Don’t Make Me Connect the Dots

I had one of those fitful sleeps. I kept waking up with a start only to discover that I wasn’t ready to get out of bed. But each time I came to, I had a different article partially composed in my head.

The last one was entitled “Don’t make me connect the dots”, and I know why my subconscious was thinking about dot connection. It’s because I spent a good part of last night re-reading jpol’s classic media exposes How All the News About Political Assassinations In the United States
Has Not Been Fit to Print in The New York Times
and JFK: How the Media Assassinated the Real Story.

I also read a good chunk of Real History Lisa’s two part article David Atlee Phillips,
Clay Shaw
and Freeport Sulphur
and JFK, Indonesia, CIA & Freeport Sulphur. The NY Times recently did an expose on Freeport Sulphur, now known as Freeport McMoRan.

I don’t know how many of you come to blogs to read thirty-three year old articles about how the New York Times is running interference for the Warren Commission. But if you take the time to read these types of articles, a lot of scales will fall from your eyes. You may not suddenly realize that you are married to your mother after having killed your father, but you will understand that Judy Miller and Bob Woodward are not aberrations in the history of this country.

If there is a similarity between the JFK assassination and 9/11 it is in the race to provide a definitive explanation for what happened and who was responsible, followed by a pliant media failing to question the official line, followed by a commission that did not do an honest job of investigating. And then everyone fell in line to marginalize anyone who didn’t accept the commission reports as the gospel.

Regardless of who killed JFK, the lesson was obvious: provide future Presidents with better Secret Service protection. But in the case of 9/11, the lessons are still obscure. On the one hand, we know to improve airline security. But, on the other hand, we still do not know what to do to prevent people from wanting to carry out such attacks. And that is largely why we somehow found ourselves in Iraq. Without an honest discussion of why we were attacked (and it wasn’t because Saddam Hussein hates our freedoms) it was easy for BushCo. to sidetrack the entire Establishment into one big year-long bloodthirsty bout of cheerleading for an ill-conceived invasion of a country that had nothing to do with 9/11.

The New York Times and Washington Post were at the forefront of the cheerleading and they are not too keen to revisit their performance now. The only people that are really pursuing this story are the leakers at the CIA, State Department, Pentagon, and NSA, and the independent journalists and bloggers that are unafraid to pursue the truth.

If we get out too far on a limb we are knocked down as conspiracy theorists. But the invasion of Iraq was the biggest conspiracy of all time. And we can’t be expected to be able to connect all the dots. Only the corporate media has the contacts and assets needed to unravel this travesty.

If history is any guide, they will fail to do their job.

Author: BooMan

Martin Longman a contributing editor at the Washington Monthly. He is also the founder of Booman Tribune and Progress Pond. He has a degree in philosophy from Western Michigan University.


▸ Problem description: Extract every line below that contains the word "Recurrent".

[Dataset excerpts]
══════════════════════════════
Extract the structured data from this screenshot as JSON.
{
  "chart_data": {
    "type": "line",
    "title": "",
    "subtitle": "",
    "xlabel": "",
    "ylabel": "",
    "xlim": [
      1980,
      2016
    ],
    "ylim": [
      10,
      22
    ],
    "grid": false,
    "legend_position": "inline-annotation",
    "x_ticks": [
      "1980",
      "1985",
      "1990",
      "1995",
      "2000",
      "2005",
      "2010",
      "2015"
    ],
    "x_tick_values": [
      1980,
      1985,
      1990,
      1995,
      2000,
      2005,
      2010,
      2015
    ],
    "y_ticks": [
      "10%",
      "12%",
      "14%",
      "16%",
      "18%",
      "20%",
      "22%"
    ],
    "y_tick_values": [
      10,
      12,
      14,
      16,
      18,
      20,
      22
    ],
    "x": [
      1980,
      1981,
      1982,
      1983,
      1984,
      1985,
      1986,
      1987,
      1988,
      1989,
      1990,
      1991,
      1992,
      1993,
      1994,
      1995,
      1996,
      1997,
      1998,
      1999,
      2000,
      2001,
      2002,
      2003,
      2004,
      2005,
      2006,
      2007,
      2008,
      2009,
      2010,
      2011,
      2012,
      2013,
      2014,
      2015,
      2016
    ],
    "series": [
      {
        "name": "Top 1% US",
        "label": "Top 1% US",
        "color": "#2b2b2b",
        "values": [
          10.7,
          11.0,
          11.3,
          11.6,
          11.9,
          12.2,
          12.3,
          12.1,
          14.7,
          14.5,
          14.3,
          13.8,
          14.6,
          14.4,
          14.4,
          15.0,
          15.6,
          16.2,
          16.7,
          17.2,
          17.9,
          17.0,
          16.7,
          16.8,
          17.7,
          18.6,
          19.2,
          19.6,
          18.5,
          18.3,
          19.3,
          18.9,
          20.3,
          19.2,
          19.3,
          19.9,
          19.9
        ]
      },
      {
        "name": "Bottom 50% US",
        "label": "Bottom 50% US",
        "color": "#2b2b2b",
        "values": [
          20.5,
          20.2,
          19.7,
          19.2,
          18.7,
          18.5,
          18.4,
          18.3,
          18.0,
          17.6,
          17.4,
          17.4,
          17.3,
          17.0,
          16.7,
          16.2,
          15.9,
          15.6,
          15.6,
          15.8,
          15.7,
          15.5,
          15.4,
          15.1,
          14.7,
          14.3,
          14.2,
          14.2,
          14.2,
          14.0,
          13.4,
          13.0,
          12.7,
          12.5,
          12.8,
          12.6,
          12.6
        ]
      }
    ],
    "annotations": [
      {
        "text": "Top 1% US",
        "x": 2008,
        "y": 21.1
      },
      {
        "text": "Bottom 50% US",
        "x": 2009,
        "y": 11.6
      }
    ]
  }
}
══════════════════════════════
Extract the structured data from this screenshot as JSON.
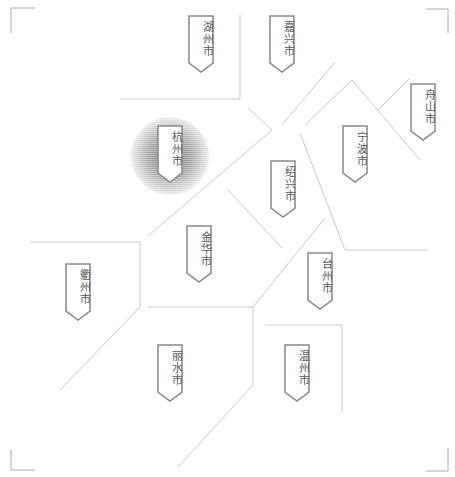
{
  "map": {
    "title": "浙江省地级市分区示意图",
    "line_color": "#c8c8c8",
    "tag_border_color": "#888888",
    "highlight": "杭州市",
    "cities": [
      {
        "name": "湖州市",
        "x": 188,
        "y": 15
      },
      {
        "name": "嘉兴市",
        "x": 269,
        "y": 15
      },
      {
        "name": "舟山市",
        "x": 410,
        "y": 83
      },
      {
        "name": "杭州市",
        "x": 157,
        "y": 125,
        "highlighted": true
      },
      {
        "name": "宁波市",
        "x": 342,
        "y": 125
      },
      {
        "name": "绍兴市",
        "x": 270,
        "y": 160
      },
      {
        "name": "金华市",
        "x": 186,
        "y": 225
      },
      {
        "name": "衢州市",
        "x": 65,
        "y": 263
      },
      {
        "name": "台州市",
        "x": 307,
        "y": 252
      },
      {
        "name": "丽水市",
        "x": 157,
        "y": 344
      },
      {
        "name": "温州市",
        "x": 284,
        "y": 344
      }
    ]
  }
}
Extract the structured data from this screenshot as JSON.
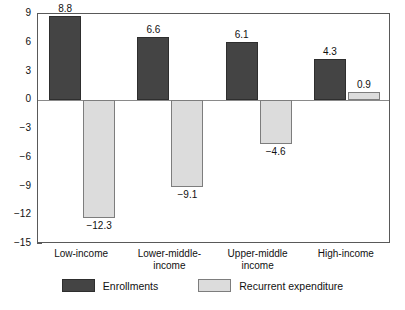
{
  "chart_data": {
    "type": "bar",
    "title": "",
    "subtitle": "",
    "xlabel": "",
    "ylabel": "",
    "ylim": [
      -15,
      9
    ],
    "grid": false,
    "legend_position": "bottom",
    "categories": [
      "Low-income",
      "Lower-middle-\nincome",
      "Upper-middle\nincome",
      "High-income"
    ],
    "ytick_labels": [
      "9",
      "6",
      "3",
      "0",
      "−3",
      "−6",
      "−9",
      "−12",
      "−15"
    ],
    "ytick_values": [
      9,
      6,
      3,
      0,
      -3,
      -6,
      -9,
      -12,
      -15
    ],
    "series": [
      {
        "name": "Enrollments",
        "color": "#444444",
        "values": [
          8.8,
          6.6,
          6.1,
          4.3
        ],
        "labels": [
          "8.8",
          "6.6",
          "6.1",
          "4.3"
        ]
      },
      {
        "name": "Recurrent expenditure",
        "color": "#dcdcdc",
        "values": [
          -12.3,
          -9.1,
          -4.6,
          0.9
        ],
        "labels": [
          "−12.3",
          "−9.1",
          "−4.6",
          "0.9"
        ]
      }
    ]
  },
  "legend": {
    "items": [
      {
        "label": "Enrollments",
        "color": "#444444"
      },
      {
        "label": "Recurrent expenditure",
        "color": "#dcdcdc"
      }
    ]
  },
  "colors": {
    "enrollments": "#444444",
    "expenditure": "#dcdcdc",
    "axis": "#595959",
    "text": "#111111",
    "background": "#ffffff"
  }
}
══════════════════════════════
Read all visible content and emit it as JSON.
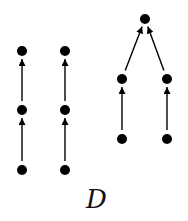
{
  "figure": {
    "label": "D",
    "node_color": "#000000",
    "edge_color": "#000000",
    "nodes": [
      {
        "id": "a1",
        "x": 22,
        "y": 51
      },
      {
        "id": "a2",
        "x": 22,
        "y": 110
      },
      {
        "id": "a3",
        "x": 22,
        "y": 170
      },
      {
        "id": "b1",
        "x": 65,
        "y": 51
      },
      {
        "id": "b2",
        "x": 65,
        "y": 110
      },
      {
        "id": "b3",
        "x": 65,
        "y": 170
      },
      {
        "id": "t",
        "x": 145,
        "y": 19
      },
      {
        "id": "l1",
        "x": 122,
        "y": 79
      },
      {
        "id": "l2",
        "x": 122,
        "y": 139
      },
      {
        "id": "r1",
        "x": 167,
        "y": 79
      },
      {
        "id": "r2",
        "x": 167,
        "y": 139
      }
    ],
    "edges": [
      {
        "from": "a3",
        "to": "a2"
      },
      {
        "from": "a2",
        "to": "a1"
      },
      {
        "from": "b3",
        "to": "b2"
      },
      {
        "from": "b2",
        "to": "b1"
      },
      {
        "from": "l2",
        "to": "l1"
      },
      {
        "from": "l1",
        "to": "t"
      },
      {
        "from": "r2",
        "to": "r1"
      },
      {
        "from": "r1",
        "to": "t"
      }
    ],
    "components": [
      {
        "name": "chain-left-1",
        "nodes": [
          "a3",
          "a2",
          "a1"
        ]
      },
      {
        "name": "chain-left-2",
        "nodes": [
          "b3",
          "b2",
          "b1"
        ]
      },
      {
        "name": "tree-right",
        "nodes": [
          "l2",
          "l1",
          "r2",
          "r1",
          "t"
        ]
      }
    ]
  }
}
══════════════════════════════
▸ Solution to the problem:
        "name": "Recurrent expenditure",
        "label": "Recurrent expenditure",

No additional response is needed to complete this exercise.